On top of that, intensive modern agriculture and depleted soils mean that even the vegetables people eat contain less magnesium than they did decades ago. This is documented but the effect size is debated. What’s not debated is that most people eat too few of the foods that contain it in the first place.

Magnesium and Sleep

The sleep research is interesting and increasingly cited, though the quality of evidence is moderate rather than strong.

Magnesium appears to affect sleep through two pathways. First, it supports the production of melatonin by acting as a cofactor in its biosynthesis. Second, its NMDA-blocking action reduces neural excitability, which may make it easier to fall asleep.

A small RCT by Rondanelli et al. (2011, J Am Geriatr Soc) found that a combination of magnesium, melatonin, and zinc improved sleep quality in older adults with insomnia. Isolating magnesium’s specific contribution from this trial is difficult. Other trials using magnesium alone have shown modest improvements in sleep efficiency and insomnia scores. None of the studies are large, and most have methodological limitations.

The honest answer: the evidence suggests magnesium may help with sleep quality, particularly in people who are deficient. For people with already-adequate intake, the effect is probably smaller.

Forms and Bioavailability

Not all magnesium supplements deliver magnesium equally. The difference between forms is significant (Schuchardt & Hahn, 2017, Curr Nutr Food Sci).

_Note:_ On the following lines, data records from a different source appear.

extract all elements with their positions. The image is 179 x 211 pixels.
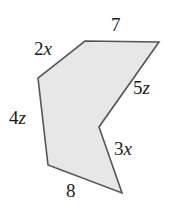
side-label-left-variable: z [19,107,26,128]
side-label-left-coefficient: 4 [9,107,19,128]
side-label-upper-left-variable: x [44,38,52,59]
side-label-upper-left-coefficient: 2 [34,38,44,59]
side-label-top-coefficient: 7 [111,14,121,35]
side-label-upper-left: 2x [34,39,52,58]
polygon-shape [38,41,159,193]
polygon-svg [0,0,179,211]
side-label-bottom: 8 [66,181,76,200]
side-label-lower-right-coefficient: 3 [114,138,124,159]
side-label-lower-right-variable: x [124,138,132,159]
side-label-right-variable: z [143,77,150,98]
side-label-lower-right: 3x [114,139,132,158]
side-label-left: 4z [9,108,26,127]
side-label-right: 5z [133,78,150,97]
polygon-figure: 7 2x 5z 4z 3x 8 [0,0,179,211]
side-label-right-coefficient: 5 [133,77,143,98]
side-label-bottom-coefficient: 8 [66,180,76,201]
side-label-top: 7 [111,15,121,34]
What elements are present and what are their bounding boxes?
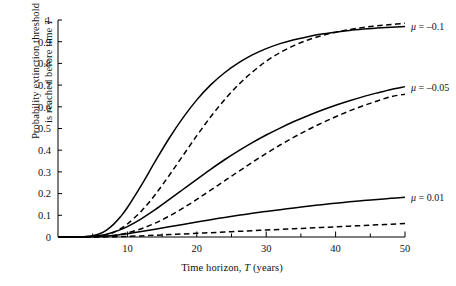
plot-canvas: 00.10.20.30.40.50.60.70.80.911020304050μ… — [0, 0, 456, 286]
y-tick-label: 0.6 — [38, 102, 51, 113]
extinction-probability-chart: Probability extinction threshold is reac… — [0, 0, 456, 286]
y-tick-label: 1 — [46, 15, 51, 26]
x-tick-label: 20 — [192, 243, 203, 254]
series-curve — [58, 27, 405, 238]
series-curve — [58, 23, 405, 237]
y-tick-label: 0.4 — [38, 145, 52, 156]
x-tick-label: 50 — [400, 243, 411, 254]
y-tick-label: 0.2 — [38, 188, 51, 199]
series-curve — [58, 94, 405, 237]
x-tick-label: 10 — [122, 243, 133, 254]
series-annotation-label: μ = –0.05 — [410, 82, 449, 93]
y-tick-label: 0.9 — [38, 37, 51, 48]
y-tick-label: 0.3 — [38, 167, 51, 178]
y-tick-label: 0.5 — [38, 123, 51, 134]
series-annotation-label: μ = 0.01 — [410, 192, 444, 203]
y-tick-label: 0 — [46, 232, 51, 243]
x-tick-label: 30 — [261, 243, 272, 254]
y-tick-label: 0.7 — [38, 80, 51, 91]
y-tick-label: 0.8 — [38, 58, 51, 69]
x-tick-label: 40 — [330, 243, 341, 254]
series-annotation-label: μ = –0.1 — [410, 21, 444, 32]
y-tick-label: 0.1 — [38, 210, 51, 221]
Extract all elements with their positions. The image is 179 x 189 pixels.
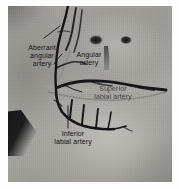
label-aberrant-angular-artery: Aberrant angular artery [14,44,70,69]
anatomical-photograph: Aberrant angular artery Angular artery S… [8,6,172,182]
label-line-1: Superior [84,85,142,93]
label-line-2: angular [14,52,70,60]
label-angular-artery: Angular artery [65,51,113,67]
label-line-2: labial artery [84,93,142,101]
label-inferior-labial-artery: Inferior labial artery [38,130,108,146]
label-superior-labial-artery: Superior labial artery [84,85,142,101]
label-line-3: artery [14,60,70,68]
figure-root: Aberrant angular artery Angular artery S… [0,0,179,189]
leader-line-superior-labial-artery [66,86,82,92]
label-line-1: Angular [65,51,113,59]
label-line-2: labial artery [38,138,108,146]
label-line-1: Aberrant [14,44,70,52]
label-line-1: Inferior [38,130,108,138]
leader-line-aberrant-angular-artery [44,26,60,38]
label-line-2: artery [65,59,113,67]
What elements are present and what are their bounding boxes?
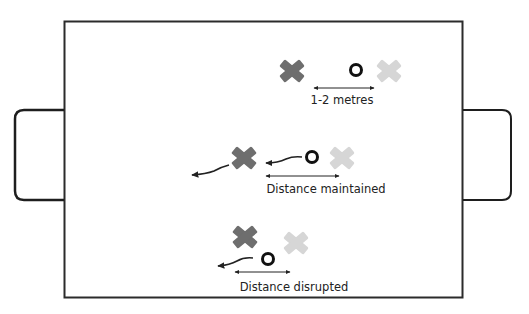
pitch-diagram: 1-2 metres Distance maintained Distance … xyxy=(0,0,529,314)
left-goal xyxy=(15,110,64,200)
scene-label: Distance disrupted xyxy=(240,280,349,294)
movement-arrow xyxy=(218,258,253,266)
ball-icon xyxy=(307,152,318,163)
movement-arrow xyxy=(192,165,229,175)
defender-x-icon xyxy=(376,59,402,83)
defender-x-icon xyxy=(283,231,309,255)
scene-3: Distance disrupted xyxy=(218,225,348,294)
right-goal xyxy=(463,110,511,200)
defender-x-icon xyxy=(329,146,355,170)
attacker-x-icon xyxy=(232,225,258,249)
scene-label: 1-2 metres xyxy=(311,93,374,107)
scene-2: Distance maintained xyxy=(192,146,386,196)
scene-label: Distance maintained xyxy=(266,182,385,196)
scene-1: 1-2 metres xyxy=(279,59,402,107)
attacker-x-icon xyxy=(231,146,257,170)
movement-arrow xyxy=(266,157,302,163)
ball-icon xyxy=(263,254,274,265)
ball-icon xyxy=(351,65,362,76)
attacker-x-icon xyxy=(279,59,305,83)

Magnesium oxide is cheap to produce and shows up in the majority of budget supplements. Absorption is around 4%, which is poor. The kidneys will excrete most of what you take, and you’ll likely experience digestive side effects at high doses.

Magnesium glycinate pairs magnesium with the amino acid glycine. Absorption is substantially higher. Glycine itself has calming properties and may contribute to the sleep benefits some people report. This is the form most often recommended when the goal is supplementing without gastrointestinal issues.

Magnesium citrate absorbs well and is commonly used as a laxative at high doses. At moderate doses (100-200mg), it’s a reasonable supplement option. Just be aware that it can speed up gut transit.

Magnesium malate and magnesium threonate have specific claims (malate for muscle soreness, threonate for brain penetration), but the supporting evidence is thinner. Threonate has shown promise in animal models for cognitive function, but human data is limited.

Food sources are always preferable to supplements for most nutrients. Pumpkin seeds lead the list with about 150mg per ounce. Dark chocolate (70%+ cacao), almonds, black beans, spinach, and avocado are all strong sources. A diet that includes a good handful of nuts or seeds daily plus legumes several times a week gets most people reasonably close to their magnesium needs.


This article is for educational purposes only. It’s not medical advice. Talk to your doctor or a registered dietitian before making significant changes to your diet.


If you’re reading this because you’re curious about how nutrients are absorbed in general, bioavailability explains the underlying mechanisms. Magnesium’s role in energy metabolism connects closely to how cells produce and use ATP, which is part of the story in metabolic rate science.

What This Means for You

The best food sources of magnesium are nuts, seeds, dark chocolate, leafy greens, and legumes. If you supplement, magnesium glycinate and magnesium citrate absorb far better than magnesium oxide, which is the cheapest and most common form in low-quality supplements. A dose of 200-400mg before bed is worth testing if you have trouble sleeping or frequent muscle cramps.

References

  1. de Baaij JH, Hoenderop JG, Bindels RJ. 2015. Magnesium in man: implications for health and disease. Physiol Rev. PMID: 25540137
  2. Rondanelli M, Opizzi A, Monteferrario F et al. 2011. The effect of melatonin, magnesium, and zinc on primary insomnia in long-term care facility residents. J Am Geriatr Soc. PMID: 21226679
  3. Schuchardt JP, Hahn A. 2017. Intestinal absorption and factors influencing bioavailability of magnesium. Curr Nutr Food Sci. PMID: 28652524
  4. USDA. 2020. Dietary Guidelines for Americans 2020-2025. Nutrients of Public Health Concern.